240101

Read product managers as navigators of uncertainty and thought about how kind and wicked learning environments can help us understand how uncertain that uncertainty is. I also think there might be some weak signals thinking from Dave Snowden to help make sense of which aspects of a wicked learning environment might be ripe for making kinder.

Read a bit of John Cutler’s How to think about Bets, Success Metrics, and Roadmapping.

Went for a run in the wet, dark, muddy woods.

231231

Watched Alan Watkins talk about how much our performance under pressure depends on our ability to control our physiology.

Made some notes about how to do impact/effort mapping in a better way by only adding the high/low boxes after you’ve mapped the work and adjusting the size of boxes to fit your situation.

Went for a run up a hill in the dark. It helped me feel more at home and bit more like my old self.

Started learning more about OKRs and thinking about whether I could apply them to my work. At the moment, I think not, but I’ll keep exploring.

231230

Empowered teams can’t exist without empowered leaders.

Maybe the measure of agile is levels of confidence.

Worked on my yearnotes. Then decided not to finish them.

231229

Started rewriting some yearnotes and was surprised at how many blog posts I’ve written.

Posted my weeknotes.

231227

Wrote a bit of a product strategy, and something I’ve never done before, added a section about how to use the strategy.

Read a bit about collaboration maturity models.

Read some more BVSSH.

231225

Tried to figure out how to model work-in-progress across a number of projects that all involve the same group of people. I don’t know why, I don’t think it’ll be that helpful, it’s just interesting.
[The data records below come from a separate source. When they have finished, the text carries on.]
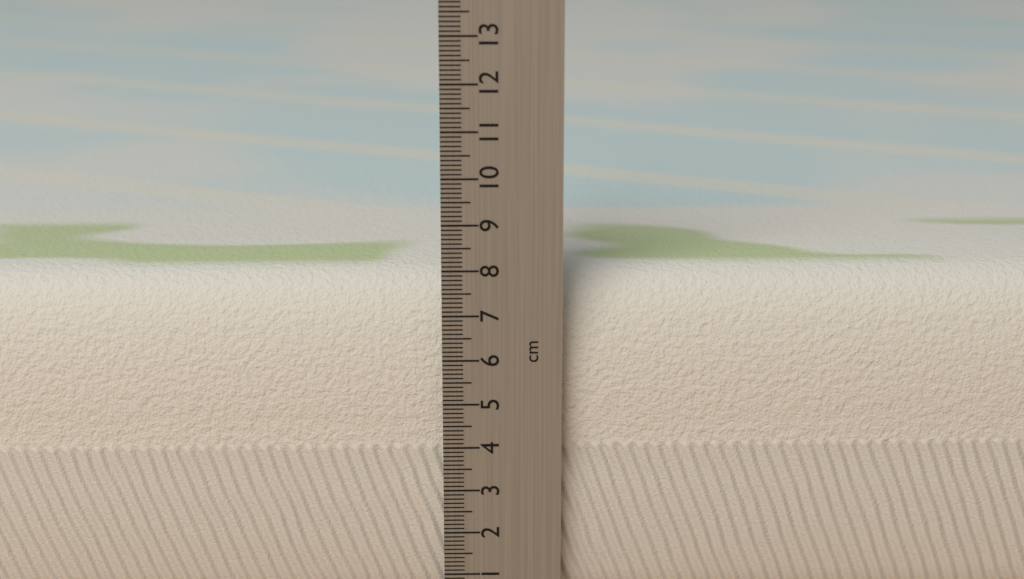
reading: 7.8 cm
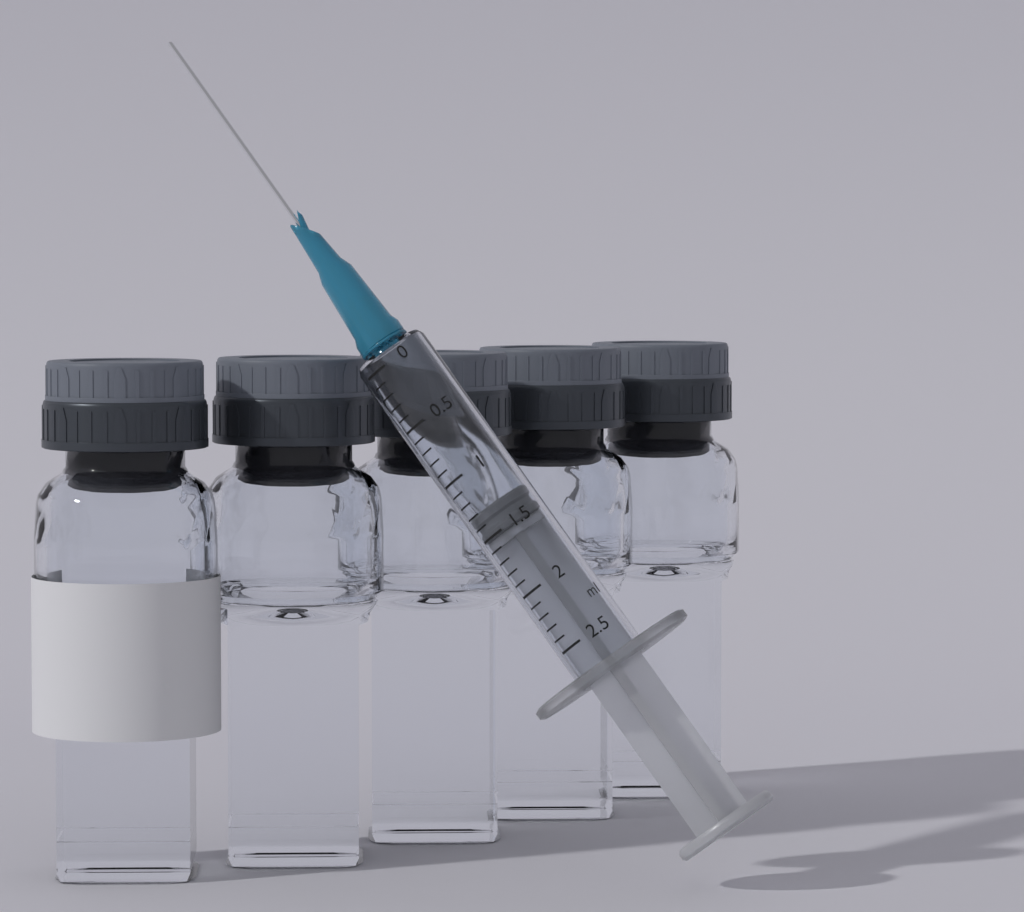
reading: 1.3 ml
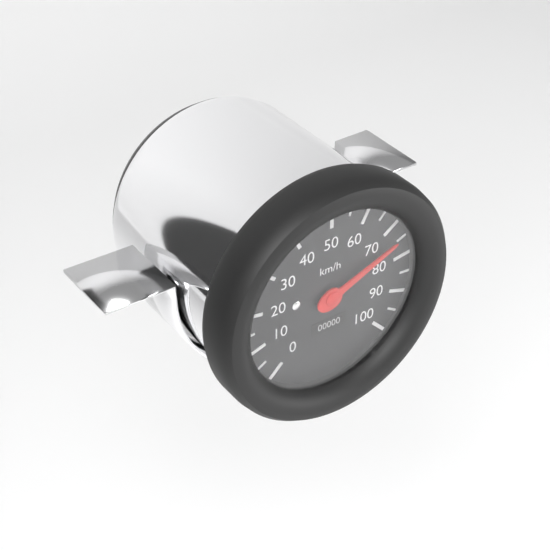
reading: 75 km/h
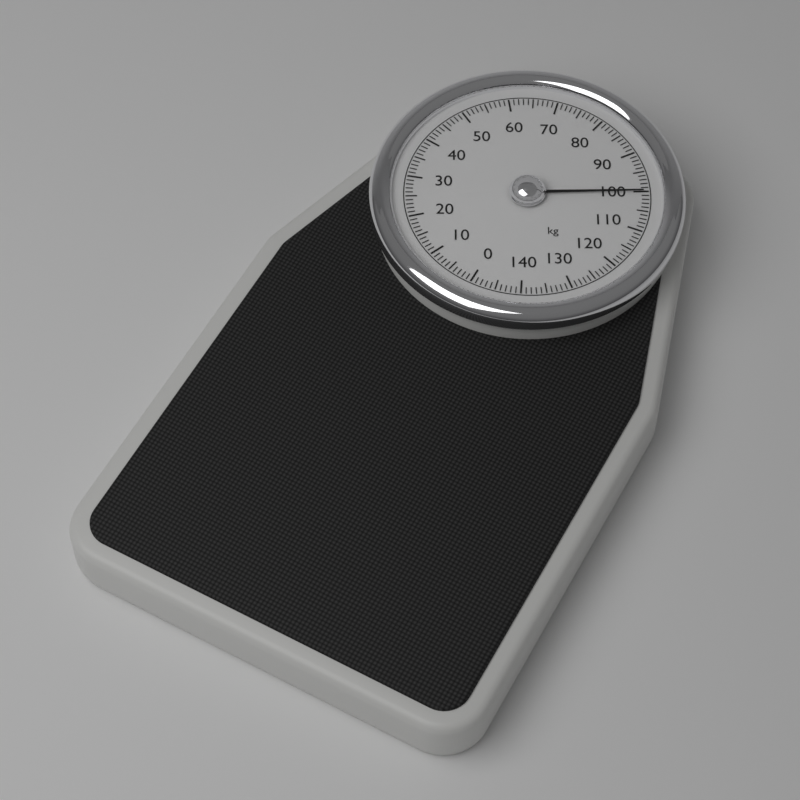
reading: 100 kg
Wrote a post about my first 100 days of task tracking.

Started seeing more AI products showing up as referrers in website analytics. I wonder what percentage of generated answers leading too click-throughs to a website is.

Wrote a bit more of my yearnotes/annual review.

231223

Four modes of operating for teams

Sketched out how working independently or interdependently on the same or different goals creates four modes of operating.

Hand drawn diagram showing a two by two grid for different modes of operating depending on having the same of different goals and working independently or interdependently.

Collaboration, in the sense it’s used here, isn’t a warm and fuzzy nice-to-have, it’s a way of working that speeds up the fast flow of value by removing misalignment and dependencies. But that doesn’t make it a better mode than the others, or right for all organisations in all situations. Coalition, cooperation and coordination are all equally validate ways of operating, with coordination being the way most companies operate.

Least energy

Dave Snowden was on this podcast talking about how humans are biologically incentivised to find the most energy efficient way of doing things. We developed abstract thought and pattern recognition because it uses less energy (and so fewer calories) than understanding every detail.

I think it helps us understand why change is so hard in organisations and why affordances work so well in design. The way of water, path of least resistance, whatever else that same pattern gets called, tells why getting people to do new, difficult, uncertain things is so prone to failure, and why change tends back towards the status quo.

First-party data

Thinking about the shift from third-party data to first-party data and how it changes privacy.

Just as there are three common factors used for authentication:

  • Something you know (such as a password)
  • Something you have (such as a smart card)
  • Something you are (such as a fingerprint or other biometric method)

There could be some common factors for first-party data privacy. Maybe something like:

  • What you did (action)
  • When you did it (time)
  • Where you were (location)

Future retro

Started planning a retro.

What do I do?

Writing about what I do is excruciatingly difficult/boring.

231222

Explaining high WIP

I’ve been looking for a way to explain how high levels of work in progress create a slow pace of work, and maybe this video of Gary Kasaprov playing multiple chess games is it.

Eleven games in progress, but, because Gary is involved in all of them, only one is actually being played at any one time. That means, at any given time, ten games are waiting.

Now imagine if the eleven other players are also playing other games. Sometimes, when Gary gets to their board they aren’t there. Gary has to make a choice; wait for them or move onto to the next game. If he waits, this game can make the next move but all the other games are delayed. So Gary skips this game and moves to the next, thinking that it means only that game gets delayed.

It’s pretty inconvenient of Gary to play eleven people rather than ten as it makes the maths a bit more difficult, but here goes. Because Gary can only play one game at a time, only 9.09% of the work in progress is ever actively being worked on. 90.9% of the work is always waiting.

And if we add the time delay to that, we see that the 90.9% of work in waiting can’t proceed on a predictable schedule because we can never be sure the other player will be there when Gary is or whether that game misses a turn.

Now imagine if it wasn’t a two player game like Chess but a multi-player game like Monopoly. Lots more people involved. Lots more waiting for the right player to be at the right board at the right time. I don’t even want to try to figure out the maths for that.

That’s how high levels of work in progress create a slow pace of work.

Trying a new task app

Started using Google Tasks for simple to do reminders. Hope it stays simple.

231217

Watched some videos about choice architecture and thought about whether/how it could be applied to web page design and navigation.

Finished off an SEO strategy.

Started writing up a plan for validating an audience for a new product.